In place of the traditional Animal Rights Pyramid, I have proposed an Alternative Animal Rights Pyramid through which this alternative approach can be visualized. In this Alternative Pyramid, legal personhood is located not at the first level – the capacity to bear rights – but at the very top. Perceived as such, legal personhood would no longer be a first necessity. Rather, different animals might need just those incidents of personhood that are appropriate for them, depending on their relationship with humans.
A basic structure to establish incidents of personhood is already present in some jurisdictions, especially with regard to access to courts for organizations and the possibility of obtaining damages. Moreover, we have seen that animals increasingly are distinguished explicitly from other property in civil codes and in case law. Instead of dismissing these developments as merely symbolic as long as they do not explicitly endorse the traditional animal rights perspective, I propose to see them as important catalysts that might raise animals to higher levels of the pyramid, towards a status that approaches that of the human person.

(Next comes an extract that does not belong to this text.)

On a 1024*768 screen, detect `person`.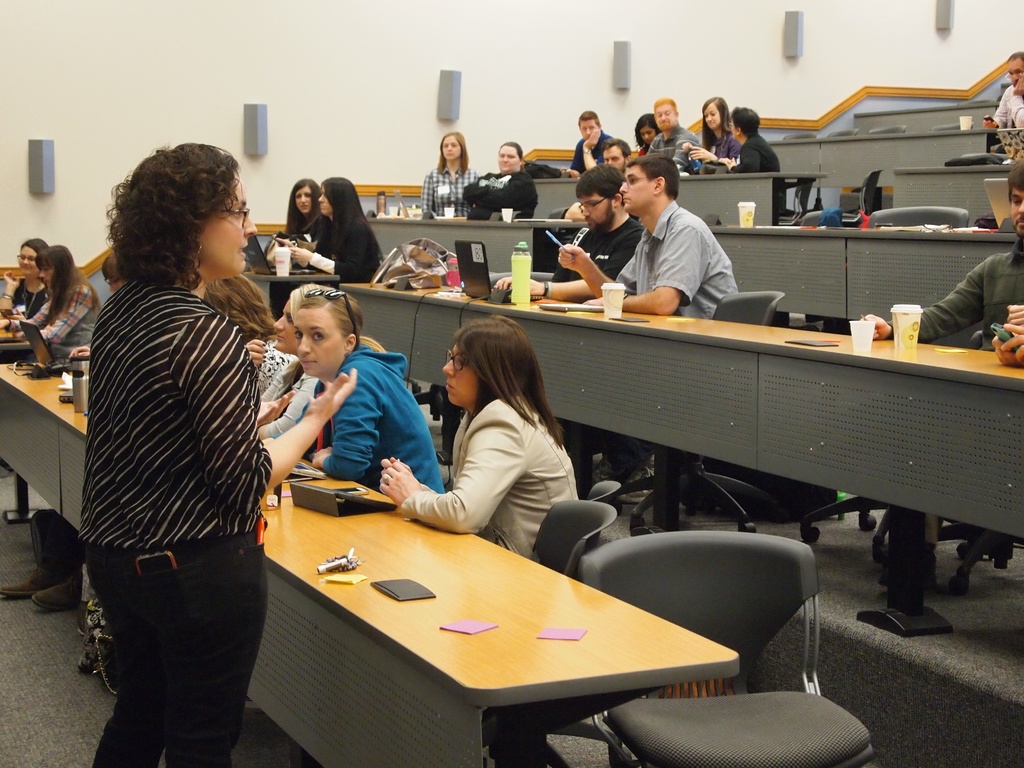
(194,269,294,397).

In the final part of the article, I discussed some strengths and shortcomings of the alternative approach. While the Alternative Pyramid may seem less ‘revolutionary’ than the traditional version, I have argued that it has several advantages. Conceptualizing the status of animals through the proposed lens would mean a pluralization of the legal realm, moving away from emphasis on the person (as legal persons are no longer the only valuable entities with rights) and questioning the assumption that we can decide on ‘rights’ of ‘the animal’ in a general manner (as there is a need to specify the animals in question, in order to determine which rights and incidents of personhood are appropriate for them). A practical advantage that the alternative approach offers is that there is no longer a need firstly to reach consensus about those ‘hard’ questions that often obscure the quest for animal legal personhood, such as the question of which animals would be included and which would not. Instead, the focus shifts to determining those positive and negative obligations (from which rights would arise gradually) that ensure the flourishing of humans and other animals in the Anthropocene condition.